How does Python3 resolve the problem of indexing UTF-8 characters in strings for both code snippets?

  • Does it always perform a linear look-up for nth char (which is both simple & expensive resolution)?
  • Or maybe it stores some additional C pointers to perform smart index calculations?

CodePudding user response:

What is Python 3 str.__getitem__ computional complexity?

R: O(1)

Python strings are not utf-8 internally: in Python 3 when getting text from any external source, the text is decoded according to a given codec. This text decoding defaults to utf-8 in most sources/platforms, but varying accordingly to the S.O.'s default - anyway, all relevant "text importing" APIs, like opening a file, or connecting to a DB, allow you to specify the text encoding to use.

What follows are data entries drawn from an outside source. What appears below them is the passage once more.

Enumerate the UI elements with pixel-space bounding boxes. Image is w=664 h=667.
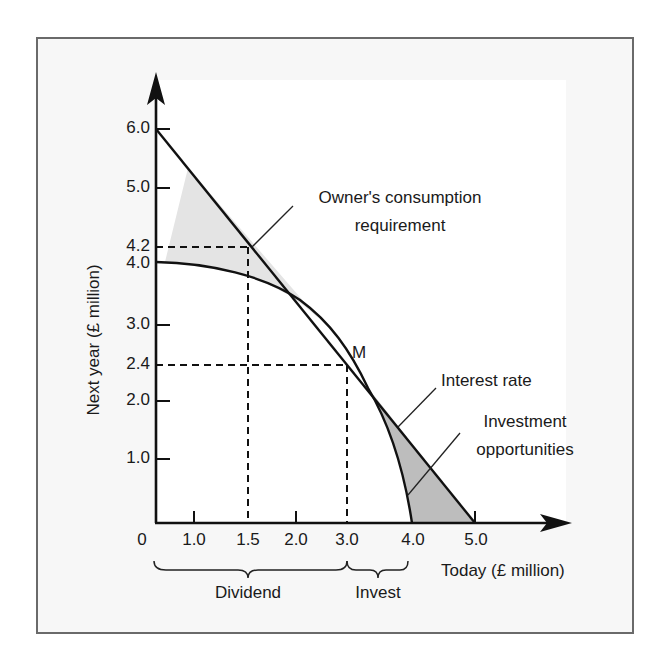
invest-label: Invest (338, 583, 418, 603)
owner-consumption-label-line1: Owner's consumption (280, 188, 520, 208)
investment-opportunities-label-line2: opportunities (455, 440, 595, 460)
x-tick-5: 5.0 (451, 530, 501, 550)
y-tick-3: 3.0 (100, 314, 150, 334)
x-tick-1: 1.0 (169, 530, 219, 550)
x-tick-2: 2.0 (271, 530, 321, 550)
point-m-label: M (352, 343, 366, 363)
x-tick-0: 0 (117, 530, 167, 550)
investment-opportunities-label-line1: Investment (455, 412, 595, 432)
y-tick-6: 6.0 (100, 118, 150, 138)
x-tick-1-5: 1.5 (223, 530, 273, 550)
owner-consumption-label-line2: requirement (280, 216, 520, 236)
y-tick-5: 5.0 (100, 177, 150, 197)
y-tick-2-4: 2.4 (100, 354, 150, 374)
x-tick-3: 3.0 (322, 530, 372, 550)
y-tick-4: 4.0 (100, 253, 150, 273)
y-tick-2: 2.0 (100, 390, 150, 410)
dividend-label: Dividend (198, 583, 298, 603)
x-tick-4: 4.0 (388, 530, 438, 550)
y-axis-title: Next year (£ million) (84, 264, 104, 415)
x-axis-title: Today (£ million) (441, 561, 565, 581)
interest-rate-label: Interest rate (441, 371, 532, 391)
dividend-brace (154, 561, 347, 578)
invest-brace (347, 561, 408, 578)
y-tick-1: 1.0 (100, 448, 150, 468)
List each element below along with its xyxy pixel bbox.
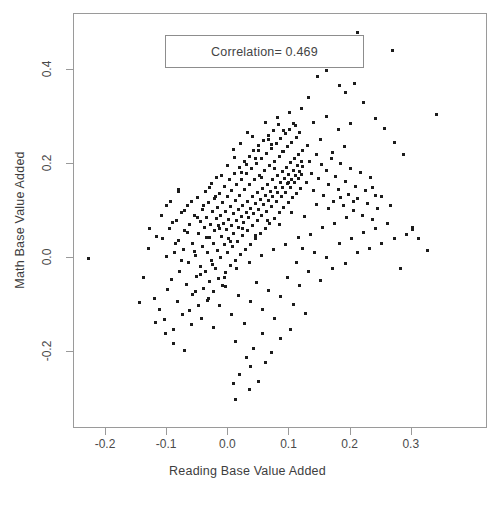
scatter-point xyxy=(256,191,259,194)
scatter-point xyxy=(234,340,237,343)
scatter-point xyxy=(325,169,328,172)
scatter-point xyxy=(217,277,220,280)
scatter-point xyxy=(248,261,251,264)
scatter-point xyxy=(273,217,276,220)
scatter-point xyxy=(232,232,235,235)
scatter-point xyxy=(244,248,247,251)
scatter-point xyxy=(293,181,296,184)
scatter-point xyxy=(301,247,304,250)
scatter-point xyxy=(220,235,223,238)
scatter-point xyxy=(180,211,183,214)
scatter-point xyxy=(301,149,304,152)
scatter-point xyxy=(183,209,186,212)
scatter-point xyxy=(362,231,365,234)
scatter-point xyxy=(374,194,377,197)
scatter-point xyxy=(249,243,252,246)
scatter-point xyxy=(142,276,145,279)
scatter-point xyxy=(174,242,177,245)
scatter-point xyxy=(294,124,297,127)
scatter-point xyxy=(211,210,214,213)
scatter-point xyxy=(254,202,257,205)
x-tick-label: -0.1 xyxy=(156,437,177,451)
scatter-point xyxy=(165,255,168,258)
scatter-point xyxy=(216,206,219,209)
scatter-point xyxy=(292,303,295,306)
scatter-point xyxy=(393,237,396,240)
scatter-point xyxy=(312,121,315,124)
scatter-point xyxy=(352,209,355,212)
scatter-point xyxy=(405,233,408,236)
scatter-point xyxy=(297,236,300,239)
scatter-point xyxy=(331,151,334,154)
scatter-point xyxy=(264,121,267,124)
scatter-point xyxy=(191,242,194,245)
scatter-point xyxy=(320,163,323,166)
scatter-point xyxy=(290,141,293,144)
scatter-point xyxy=(315,203,318,206)
scatter-point xyxy=(322,194,325,197)
scatter-point xyxy=(383,127,386,130)
scatter-point xyxy=(246,131,249,134)
scatter-point xyxy=(237,208,240,211)
scatter-point xyxy=(251,195,254,198)
scatter-point xyxy=(240,215,243,218)
scatter-point xyxy=(356,251,359,254)
scatter-point xyxy=(254,157,257,160)
scatter-point xyxy=(177,239,180,242)
scatter-point xyxy=(411,226,414,229)
scatter-point xyxy=(199,273,202,276)
scatter-point xyxy=(226,195,229,198)
x-tick-mark xyxy=(411,428,412,435)
scatter-point xyxy=(217,224,220,227)
scatter-point xyxy=(338,84,341,87)
scatter-point xyxy=(319,138,322,141)
scatter-point xyxy=(300,107,303,110)
scatter-point xyxy=(289,328,292,331)
scatter-point xyxy=(333,222,336,225)
scatter-point xyxy=(173,251,176,254)
scatter-point xyxy=(224,285,227,288)
scatter-point xyxy=(279,337,282,340)
scatter-point xyxy=(325,256,328,259)
scatter-point xyxy=(260,254,263,257)
scatter-point xyxy=(249,207,252,210)
scatter-point xyxy=(227,218,230,221)
scatter-point xyxy=(238,194,241,197)
scatter-point xyxy=(347,193,350,196)
x-tick-label: 0.2 xyxy=(341,437,358,451)
scatter-point xyxy=(270,143,273,146)
scatter-point xyxy=(266,183,269,186)
scatter-point xyxy=(259,198,262,201)
scatter-point xyxy=(369,176,372,179)
scatter-point xyxy=(245,356,248,359)
scatter-point xyxy=(202,204,205,207)
scatter-point xyxy=(178,270,181,273)
scatter-point xyxy=(236,240,239,243)
scatter-point xyxy=(171,221,174,224)
scatter-point xyxy=(279,137,282,140)
scatter-point xyxy=(362,101,365,104)
scatter-point xyxy=(187,261,190,264)
scatter-point xyxy=(204,190,207,193)
scatter-point xyxy=(313,251,316,254)
scatter-point xyxy=(234,199,237,202)
scatter-point xyxy=(224,210,227,213)
scatter-point xyxy=(342,204,345,207)
scatter-point xyxy=(312,189,315,192)
scatter-point xyxy=(303,215,306,218)
scatter-point xyxy=(243,322,246,325)
scatter-point xyxy=(264,227,267,230)
scatter-point xyxy=(235,183,238,186)
scatter-point xyxy=(246,229,249,232)
scatter-point xyxy=(300,160,303,163)
x-tick-mark xyxy=(105,428,106,435)
scatter-point xyxy=(237,294,240,297)
scatter-point xyxy=(289,186,292,189)
scatter-point xyxy=(295,192,298,195)
scatter-point xyxy=(391,49,394,52)
scatter-point xyxy=(270,205,273,208)
scatter-point xyxy=(230,189,233,192)
scatter-point xyxy=(300,173,303,176)
scatter-point xyxy=(248,183,251,186)
scatter-point xyxy=(223,276,226,279)
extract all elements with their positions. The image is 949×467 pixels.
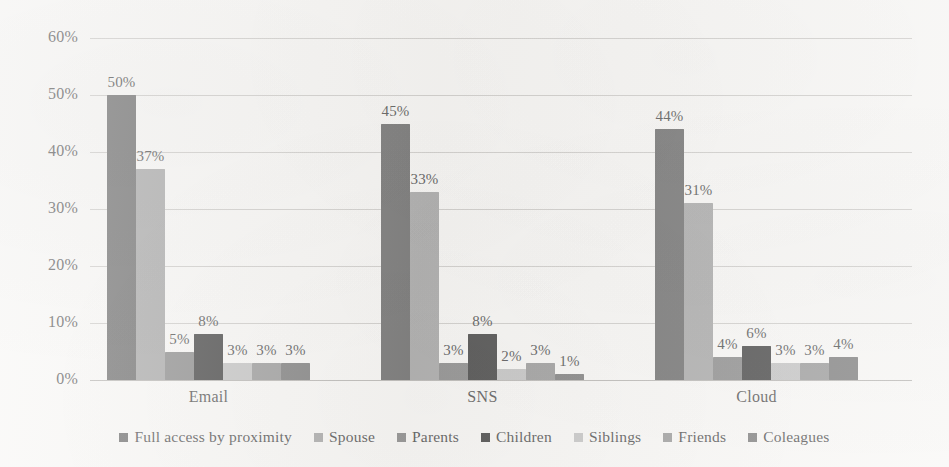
bar-value-label: 3% [273,342,318,359]
legend-label: Spouse [329,428,375,446]
y-axis-tick-label: 0% [22,370,78,388]
bar[interactable] [107,95,136,380]
legend-swatch-icon [574,433,583,442]
bar-value-label: 6% [734,325,779,342]
y-axis-tick-label: 60% [22,28,78,46]
legend-swatch-icon [314,433,323,442]
legend-label: Children [496,428,552,446]
bar-value-label: 44% [647,108,692,125]
legend-label: Parents [412,428,459,446]
x-axis-category-label: SNS [381,388,584,406]
bar-group-sns: 45%33%3%8%2%3%1% [381,38,584,380]
bar-value-label: 8% [186,313,231,330]
y-axis-tick-label: 20% [22,256,78,274]
legend-item[interactable]: Full access by proximity [119,428,292,446]
bar[interactable] [165,352,194,381]
legend-item[interactable]: Children [481,428,552,446]
chart-legend: Full access by proximitySpouseParentsChi… [0,428,949,446]
legend-item[interactable]: Friends [663,428,726,446]
bar-value-label: 50% [99,74,144,91]
bar-group-cloud: 44%31%4%6%3%3%4% [655,38,858,380]
bar-value-label: 31% [676,182,721,199]
bar-value-label: 33% [402,171,447,188]
gridline-0 [90,380,912,381]
y-axis-tick-label: 50% [22,85,78,103]
legend-swatch-icon [748,433,757,442]
bar[interactable] [713,357,742,380]
legend-item[interactable]: Siblings [574,428,641,446]
legend-swatch-icon [119,433,128,442]
bar[interactable] [439,363,468,380]
bar[interactable] [497,369,526,380]
bar[interactable] [555,374,584,380]
legend-label: Full access by proximity [134,428,292,446]
legend-item[interactable]: Parents [397,428,459,446]
bar[interactable] [771,363,800,380]
bar-value-label: 8% [460,313,505,330]
bar[interactable] [252,363,281,380]
x-axis-category-label: Cloud [655,388,858,406]
legend-swatch-icon [481,433,490,442]
x-axis-category-label: Email [107,388,310,406]
y-axis-tick-label: 10% [22,313,78,331]
bar-value-label: 37% [128,148,173,165]
plot-area: 50%37%5%8%3%3%3%45%33%3%8%2%3%1%44%31%4%… [90,38,912,380]
y-axis-tick-label: 40% [22,142,78,160]
bar[interactable] [800,363,829,380]
y-axis-tick-label: 30% [22,199,78,217]
legend-item[interactable]: Spouse [314,428,375,446]
bar[interactable] [829,357,858,380]
bar-value-label: 1% [547,353,592,370]
legend-swatch-icon [397,433,406,442]
bar[interactable] [223,363,252,380]
bar-group-email: 50%37%5%8%3%3%3% [107,38,310,380]
legend-swatch-icon [663,433,672,442]
legend-label: Friends [678,428,726,446]
bar-value-label: 4% [821,336,866,353]
legend-label: Siblings [589,428,641,446]
chart-root: 0%10%20%30%40%50%60% 50%37%5%8%3%3%3%45%… [0,0,949,467]
bar[interactable] [655,129,684,380]
bar[interactable] [136,169,165,380]
bar[interactable] [381,124,410,381]
bar-value-label: 45% [373,103,418,120]
bar[interactable] [281,363,310,380]
legend-item[interactable]: Coleagues [748,428,829,446]
legend-label: Coleagues [763,428,829,446]
bar[interactable] [684,203,713,380]
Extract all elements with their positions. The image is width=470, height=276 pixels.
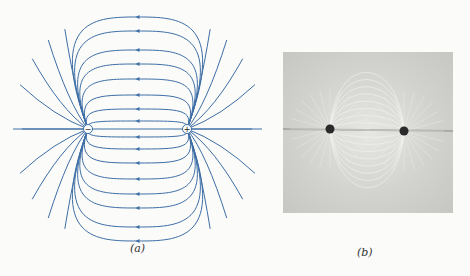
field-line-diagram: −+ — [0, 0, 280, 276]
caption-b: (b) — [357, 246, 373, 259]
caption-a: (a) — [130, 242, 145, 255]
grass-seed-photo — [283, 52, 453, 213]
svg-text:−: − — [85, 125, 92, 134]
svg-text:+: + — [184, 125, 191, 134]
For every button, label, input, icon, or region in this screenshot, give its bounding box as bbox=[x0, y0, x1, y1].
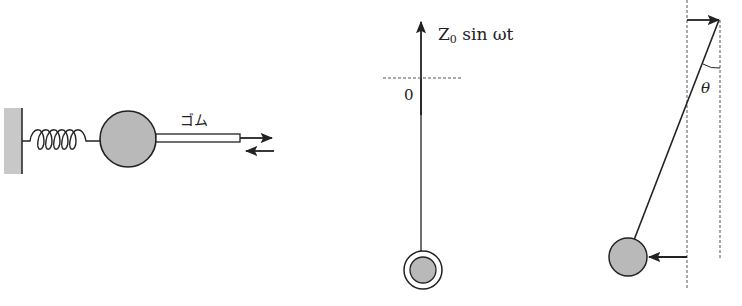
angle-arc bbox=[703, 64, 720, 68]
origin-label: 0 bbox=[404, 86, 414, 104]
mass-ball bbox=[100, 111, 156, 167]
bob-ball bbox=[609, 238, 647, 276]
figure-horizontal-drive: θ bbox=[609, 0, 720, 290]
drive-label: Z0 sin ωt bbox=[438, 24, 514, 46]
physics-diagram: ゴム Z0 sin ωt 0 θ bbox=[0, 0, 742, 306]
pendulum-string bbox=[634, 20, 719, 240]
figure-spring-mass: ゴム bbox=[4, 108, 274, 174]
bob-ball bbox=[410, 257, 436, 283]
spring-icon bbox=[22, 130, 100, 150]
figure-vertical-drive: Z0 sin ωt 0 bbox=[383, 22, 514, 289]
rubber-label: ゴム bbox=[180, 112, 208, 128]
rubber-band bbox=[156, 134, 240, 142]
wall bbox=[4, 108, 22, 174]
angle-label: θ bbox=[701, 79, 710, 97]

Inner strings use one of "Latin-1", "UCS-2" or "UCS-4" according to the needs of the "widest" codepoint in the text string.

This is new from Python 3.3 onwards (prior to that, all internal string representation would default to 32bit UCS-4, even for ASCII-only text). The spec is documented on PEP-393.

Therefore, Python can just zero-in the correct character given its index.

As an anecdote, Luciano Ramalho (author of Fluent Python book), wrote Leanstr, a learning-purpose implementation of a string class that will hold utf-8 internally. Of course, then your worries about __getitem__ complexity apply: https://github.com/ramalho/leanstr

Unfortunatelly, (or fortunatelly, in this case), a lot of the standard library and native code extensions to Python will not accept a class similar to str, even if it inherits from str and keeps its data separetely, re-implementing all dunder methods. But if all str methods are in place, any pure-python code dealing with strings should accept a LeanStr instance.

Other implementations: Pypy

So, it happens that how text is used internally is an "implementation detail", and Pypy from version 7.1 onwards does use utf-8 byte strings internally for its text objects.

Unlike Ramalho's naive "leanstr" above, however, they do keep an index for each 4th utf-8 char so that char access by index can still be made in O(1). I did not find any docs about it, but the code for creating the index is here.